Then,
on TV screens an industry of terrorism “experts,” lawyers and politicians
resumes billions-of-word explanations for the inexplicable, to create an
illusion of making sense out of what defies sense, the inner darkness that now
has the technological means to hold society hostage to its expression.
After
the Newtown shootings, all eyes were on the victims and their grieving families,
but the Marathon massacre has given the media what it truly craves—-explosions,
smoke, crowd panic, surveillance pictures, urban lockdown, carjacking, a deadly
cop shootout and finally a bloody prime-time TV climax to resolve their fears.
Now
that imminent terror has subsided, obsessive rehash of the week’s details,
speculation about the legal process to come and apparently rational dissection
of what all the irrationality means will go on ad nauseum to distract Americans from what government can truly do
to make life safer and fairer.
Already,
Lindsey Graham and the political vampires are out to demand that the justice
system re-brand two naturalized citizens as “enemy combatants” and skip all the
civilized niceties as they themselves hold Washington hostage on gun control,
immigration reform and undoing the damage of the sequester to air-traffic control
and other public safety measures.
The
lethal insanity of two murderous young brothers will continue to distract us
from that of hundreds of politicians who have been elected and are being paid
to do everything they can to keep us safe and secure.
In my
ninetieth year, I recall what happened in 1933, shortly before FDR was sworn
into office. As the President-elect was being driven through Miami, a
feeble-minded immigrant named Giuseppe Zangara stood on a wobbly folding chair
and fired five shots at the open car. The Mayor of Chicago, riding on the
running board, was killed.
In
those days, we were shielded from news by the sparse details of radio bulletins
and the delay of reading about it in the next day’s newspaper.
Zangara
was arrested, tried and executed two months later. By then, FDR had been
inaugurated and had launched his legislative push to repair the damage of the
Depression.
We
are so much better-informed today.
The voice of calm and reason!
ReplyDeleteThanks so much and keep up the much needed work!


Your instructions:
Write out exactly the lines from the one holding "Identify the location of span: Paramètres" to the last line of the entries, both ends included and nothing else, without the pictures.

Records:
↓↓↓

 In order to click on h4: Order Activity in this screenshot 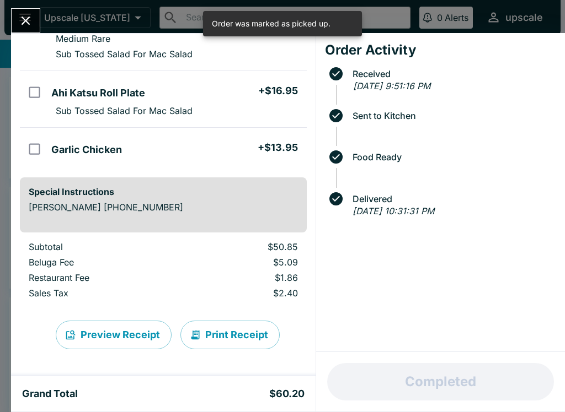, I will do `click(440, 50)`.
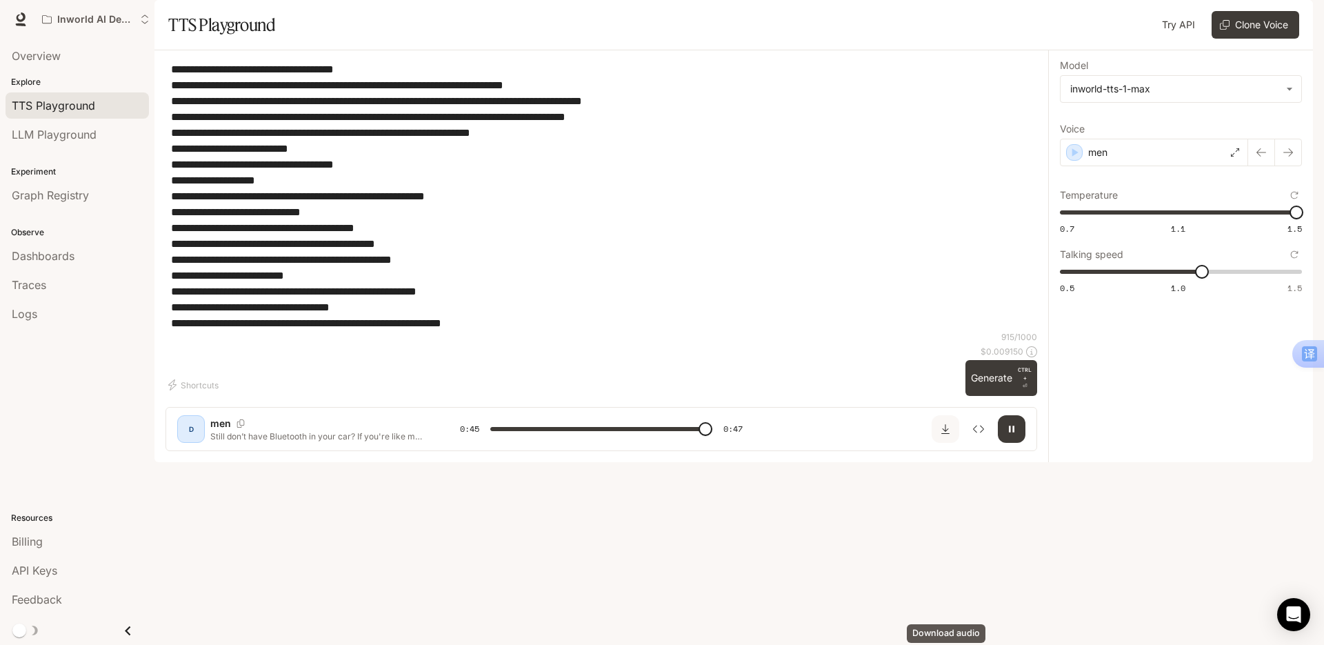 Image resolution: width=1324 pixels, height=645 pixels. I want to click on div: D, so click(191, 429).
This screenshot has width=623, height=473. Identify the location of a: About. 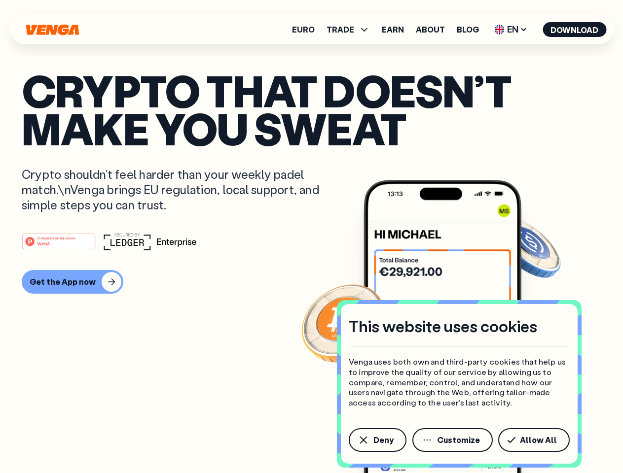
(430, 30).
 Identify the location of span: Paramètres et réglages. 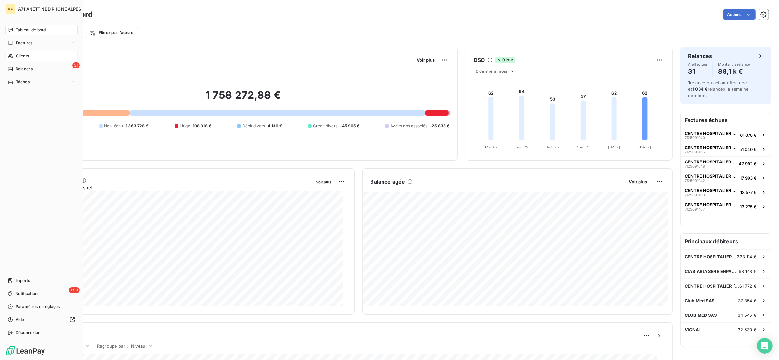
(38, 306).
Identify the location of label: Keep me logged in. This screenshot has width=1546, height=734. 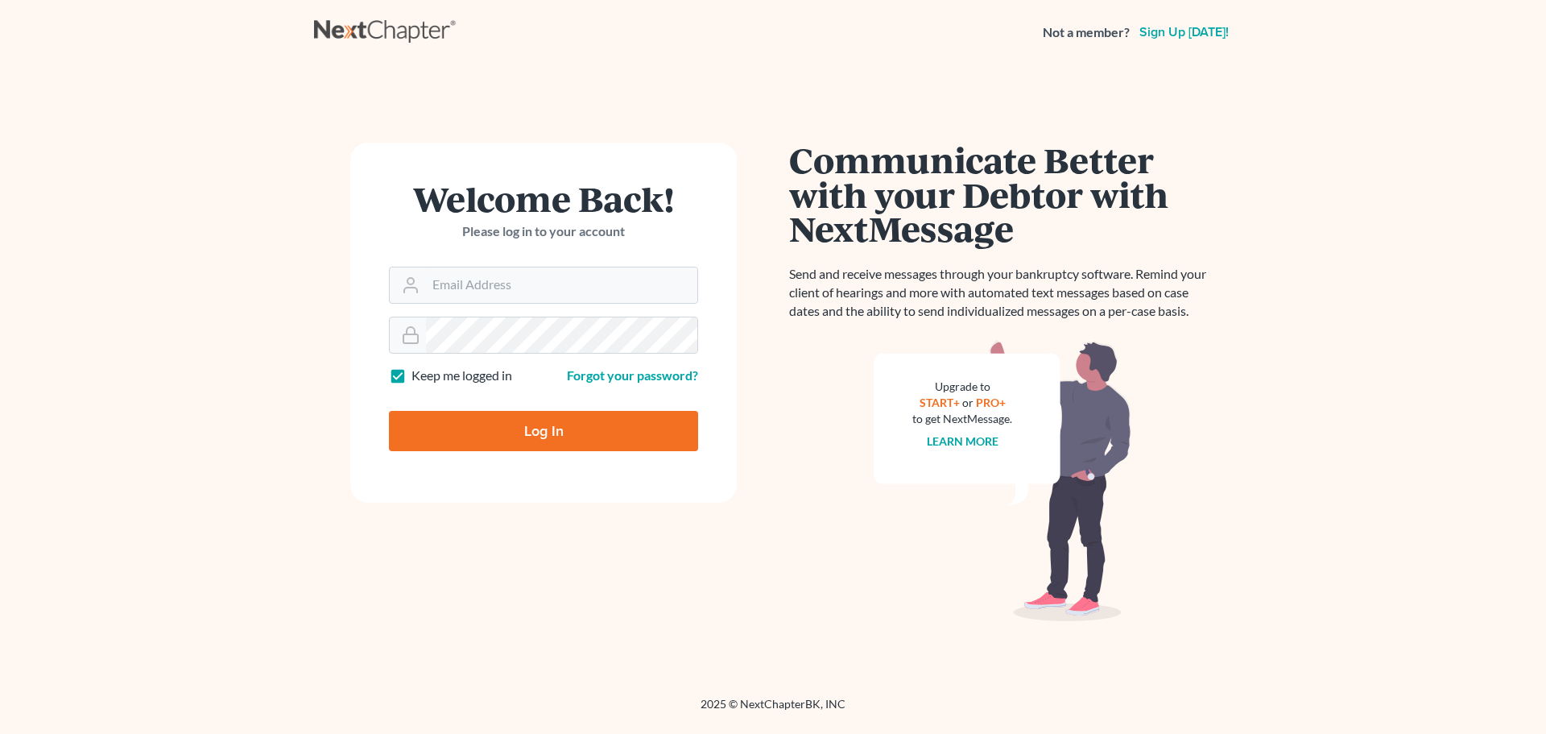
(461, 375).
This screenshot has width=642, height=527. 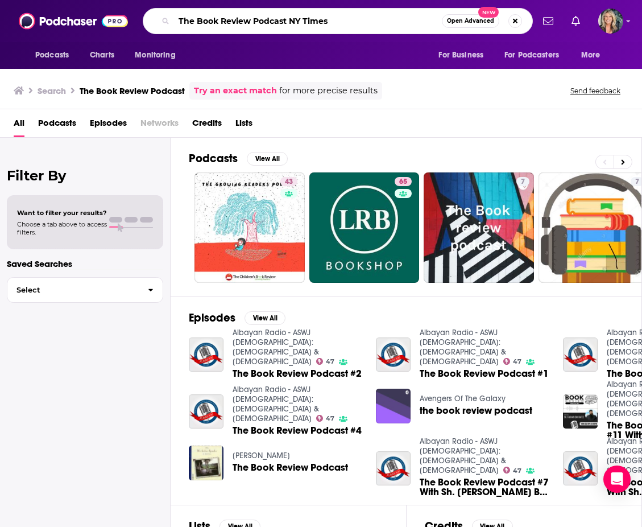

↑↑↑

Exercise solution:
 Identify the location of span: Paramètres et réglages. 
(38, 306).
Identify the location of label: Keep me logged in. This screenshot has width=1546, height=734. 
(461, 375).
This screenshot has width=642, height=527. 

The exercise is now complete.